Keeping Pace in mHealth

Author: Michael Dalgleish

Pharmaceutical companies are increasingly engaging in or competing with the mHealth sector (mobile health), but an interesting dichotomy is developing.

Pharmaceutical firms, by their nature, are meticulous and consequently classically slow to make decisions, develop new products and adopt novel approaches. On the contrary, digital technology businesses are more often fast, dynamic and agile both in their development process, responding to market needs and new technical capabilities.

When pharmaceutical companies only had to worry about competing with other businesses on a similar scale, and with similar process restrictions, there was a level playing field. Increasingly however, threats come not from innovative drug candidates, or better marketing, but from disruptive technologies.

With the typical development time for a new drug being 12 years and costing over £1 billion — it is easy to see why pharmaceutical companies take their time to make slow, carefully considered decisions and conduct extensive market research before engaging on new projects.

However, contrast that with typical Silicon Valley start-ups, who might launch a Minimum Viable Product (MVP) inside 12 months having invested under a million dollars and see their company grow into a multibillion-dollar business in the same timescale it takes to develop and launch a drug candidate.

Pharmaceutical companies might, therefore, turn their attention towards mHealth thinking that there is a route to accelerated growth. Indeed, on paper, they would seem to be at a huge advantage over the typical tech start-up. However, to realise that potential they’ll need to think much more like a start-up.

The start-up world often talks about an MVP — the minimum set of features necessary to engage users and start understanding which other features will be helpful. It’s an approach largely alien to the drug development world. It’s also an approach, which if applied incorrectly, has the potential for harm — if not to patients then to corporate reputations.

Johnathan Friedman, a partner at LionBird Ventures, coins the term2Minimum Viable Claims (MVC) to better describe what a digital health product should be aiming to do in the early stages.

With a carefully designed development programme, led by people who not only really understand the regulatory landscape but also the commercial realities it’s quite possible to incrementally improve the MVC product learning from user feedback to deliver features which help attract and retain users, or even that deliver whole new product claims.

Once a company gets into the habit of thinking in highly regimented ways it can be particularly difficult to break down the cultural barriers that make high impact, accelerated growth possible.

When the event horizon for pharmaceutical companies is measured in years, and the start-up is working in months or even weeks, it quickly becomes clear why pharma may be at a massive disadvantage unless it can learn to control its corporate structures.

One approach that can prove successful is to put the innovation in a separate entity with much greater agility and flexibility, but it must have a shared understanding, vision and control or disaster looms.

Alternatively, simple acquisition of start-ups beginning to look promising in a particular space is another approach — however once integrated into the new parent there is a risk that their previous agility is strangled out of them.

An effective strategy might be for the leaders of pharmaceutical companies to take the time to understand how the emerging digital health world differs from their own and understand how to bring in some of the key benefits — including radically changing the thinking on product launch timelines.

Even planning mHealth products within a two to three-year timeframe means companies will be building platforms on outdated technology and probably numerous product versions behind their agile, lean, start-up competition.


Only the lines that include "Malta" should be copied from the data below.
[Record excerpts]
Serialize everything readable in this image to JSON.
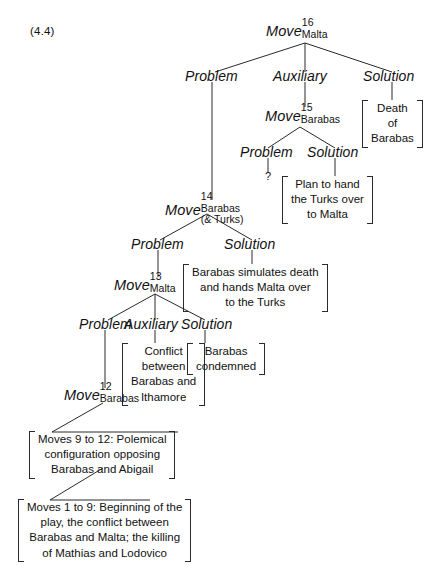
{
  "figure": {
    "number": "(4.4)",
    "type": "tree-diagram"
  },
  "nodes": {
    "move16": {
      "word": "Move",
      "superscript": "16",
      "subscript": "Malta"
    },
    "move15": {
      "word": "Move",
      "superscript": "15",
      "subscript": "Barabas"
    },
    "move14": {
      "word": "Move",
      "superscript": "14",
      "subscript": "Barabas",
      "subscript2": "(& Turks)"
    },
    "move13": {
      "word": "Move",
      "superscript": "13",
      "subscript": "Malta"
    },
    "move12": {
      "word": "Move",
      "superscript": "12",
      "subscript": "Barabas"
    }
  },
  "roles": {
    "problem": "Problem",
    "auxiliary": "Auxiliary",
    "solution": "Solution",
    "unknown": "?"
  },
  "level16": {
    "problem": "Problem",
    "auxiliary": "Auxiliary",
    "solution": "Solution"
  },
  "level15": {
    "problem": "Problem",
    "solution": "Solution"
  },
  "level14": {
    "problem": "Problem",
    "solution": "Solution"
  },
  "level13": {
    "problem": "Problem",
    "auxiliary": "Auxiliary",
    "solution": "Solution"
  },
  "boxes": {
    "death_of_barabas": [
      "Death",
      "of",
      "Barabas"
    ],
    "plan_to_hand": [
      "Plan to hand",
      "the Turks over",
      "to Malta"
    ],
    "simulates_death": [
      "Barabas simulates death",
      "and hands Malta over",
      "to the Turks"
    ],
    "conflict": [
      "Conflict",
      "between",
      "Barabas and",
      "Ithamore"
    ],
    "condemned": [
      "Barabas",
      "condemned"
    ],
    "moves_9_to_12": [
      "Moves 9 to 12:  Polemical",
      "configuration opposing",
      "Barabas and Abigail"
    ],
    "moves_1_to_9": [
      "Moves 1 to 9:  Beginning of the",
      "play, the conflict between",
      "Barabas and Malta; the killing",
      "of Mathias and Lodovico"
    ]
  },
  "colors": {
    "ink": "#2a2a2a",
    "paper": "#ffffff"
  }
}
[/Record excerpts]
▸ **Output for this exercise**
      "subscript": "Malta"
      "subscript": "Malta"
      "to Malta"
      "and hands Malta over",
      "Barabas and Malta; the killing",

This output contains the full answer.